Jennifer Wilson, Communications Office, will be inducted into the State University of New York Council for University Affairs and Development (SUNYCUAD) Hall of Fame Class of 2018 on June 7 during the organization’s annual conference in Syracuse, N.Y. She and fellow honoree Nancy Prott of Upstate Medical University co-chaired the conference corporate sponsorship committee for five consecutive conferences through 2016, raising support and serving as sponsor liaisons for conferences in Syracuse, Farmingdale, Lake Placid, Rochester and Cooperstown. Each year, the SUNYCUAD Board of Directors adds up to two new Hall of Fame members who have distinguished themselves, their institutions and the State University by their significant contributions to the organization and its mission of service and education. Each honoree has his or her name added to a permanent plaque housed at the State University headquarters in Albany.

Yomee Lee and Jim Hokanson

Yomee Lee and Jim Hokanson, Kinesiology Department, recently had their research titled “Hearing Their Voices: Asian American College Students’ Perspectives on Sport and Physical Education” accepted for publication. The manuscript is currently in press and will soon be published in the Asia-Pacific Journal of Heath, Sport & Physical Education.

Timothy J. Baroni

Timothy J. Baroni, Biological Sciences Department, with co-authors Bradley R. Kropp, Utah State University, Vera S. Evenon, Denver Botanical Gardens, and Markus Wilhelm, Allschwil, Switzerland, published a peer-reviewed paper titled “Cercopemyces crocodilinus, a New Genus and Species Related to Ripartitella, is Described from North America” in the September/October issue of the journal Mycologia. This new mushroom is associated with mountain mahogany shrubs in the arid mountainous regions of Utah and Colorado. Baroni coined the genus name after the Greek mythological characters, the Cercopes. The species name, crocodilinus, indicates the thick scaly skin found on the cap of the mushrooms. The authors noted that to find such a robust fungus in an arid ecosystem is unusual.

Brian D. Barrett

Brian D. Barrett, Foundations and Social Advocacy Department, had his article titled “Get Real! A Social Realist Approach to Combating Relativism and Promoting Social Justice in the Foundations of Education” published in the current issue of Educational Change. The article can be accessed online. Barrett presented an early version of the paper at the New York State Foundations of Education Association’s 2011 Annual Conference in Rochester, N.Y.

 

Jeremy Jiménez

Jeremy Jiménez, Foundations and Social Advocacy Department, had his article about helping students create their own digital history texts published in The History Teacher. “Recasting the History Textbook as the Collaborative Creation of Student-Authored Interactive Texts” was co-authored with Laura Moorhead, San Francisco State University. A second article, “Education for global citizenship and sustainable development in social science textbooks,” was published in September in the European Journal of Education, Research, Development and Policy. It was co-authored with Julia Lerch of University of California, Irvine, and Patricia Bromley from Stanford University.

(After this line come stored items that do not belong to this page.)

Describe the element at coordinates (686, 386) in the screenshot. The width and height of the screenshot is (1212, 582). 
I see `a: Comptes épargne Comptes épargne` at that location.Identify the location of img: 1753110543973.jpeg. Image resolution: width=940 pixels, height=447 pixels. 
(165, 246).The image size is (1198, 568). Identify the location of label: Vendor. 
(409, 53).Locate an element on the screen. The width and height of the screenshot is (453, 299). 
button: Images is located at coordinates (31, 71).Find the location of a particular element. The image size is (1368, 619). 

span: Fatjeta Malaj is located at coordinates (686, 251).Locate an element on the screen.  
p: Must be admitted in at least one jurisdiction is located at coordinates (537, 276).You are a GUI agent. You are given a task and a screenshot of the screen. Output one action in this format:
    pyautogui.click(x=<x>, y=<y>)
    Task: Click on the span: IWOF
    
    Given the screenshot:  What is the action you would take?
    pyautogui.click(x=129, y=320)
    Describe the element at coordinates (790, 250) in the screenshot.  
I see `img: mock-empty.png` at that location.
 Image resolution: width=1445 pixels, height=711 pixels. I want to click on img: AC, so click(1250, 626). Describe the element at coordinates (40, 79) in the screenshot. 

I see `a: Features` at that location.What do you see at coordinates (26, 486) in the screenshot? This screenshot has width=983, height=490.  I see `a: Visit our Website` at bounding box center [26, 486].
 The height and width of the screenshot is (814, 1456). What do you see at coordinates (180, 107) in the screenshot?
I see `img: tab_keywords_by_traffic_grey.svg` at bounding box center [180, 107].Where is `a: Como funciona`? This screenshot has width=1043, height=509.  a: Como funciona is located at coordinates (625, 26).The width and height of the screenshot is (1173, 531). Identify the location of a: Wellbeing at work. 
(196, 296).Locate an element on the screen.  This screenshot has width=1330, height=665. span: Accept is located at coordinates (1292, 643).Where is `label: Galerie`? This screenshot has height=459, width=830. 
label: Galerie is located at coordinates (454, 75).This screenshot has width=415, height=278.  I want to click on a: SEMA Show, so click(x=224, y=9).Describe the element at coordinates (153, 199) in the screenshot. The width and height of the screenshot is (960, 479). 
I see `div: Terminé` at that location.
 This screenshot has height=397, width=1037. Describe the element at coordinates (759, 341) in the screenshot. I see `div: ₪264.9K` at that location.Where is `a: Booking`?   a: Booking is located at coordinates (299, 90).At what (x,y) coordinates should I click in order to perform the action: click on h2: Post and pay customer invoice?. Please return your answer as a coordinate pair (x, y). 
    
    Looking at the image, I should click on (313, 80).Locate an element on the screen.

Frank Rossi and Terrence Fitzgerald

Frank Rossi, Chemistry Department, and Terrence Fitzgerald, Biological Sciences Department, are the principal authors of an article titled “Response of the neonate larvae of Cactoblastis cactorum to synthetic cactoblastins, a newly identified class of pheromonally-active chemicals found in the caterpillar’s mandibular glands” appearing in the journal Chemoecology. Four recent Cortland students are coauthors of the paper:  Daniel Rojas ’19, a current a PhD candidate in the Department of Chemistry and Biochemistry University of Delaware, Danielle A. Cervasio ’17, currently a PhD candidate at Stony Brook University majoring in neuroscience, John Posillico ’16, now a middle school science teacher in New York City, and Kyle Parella ’17, currently a PhD candidate in biochemistry at SUNY ESF. The paper is the fifth to be published by the principal investigators that explores the possibility of using the insect’s own pheromones as an eco-rational alternative to biocides in managing populations of the invasive caterpillar. The research was support by grants from the USDA-APHIS.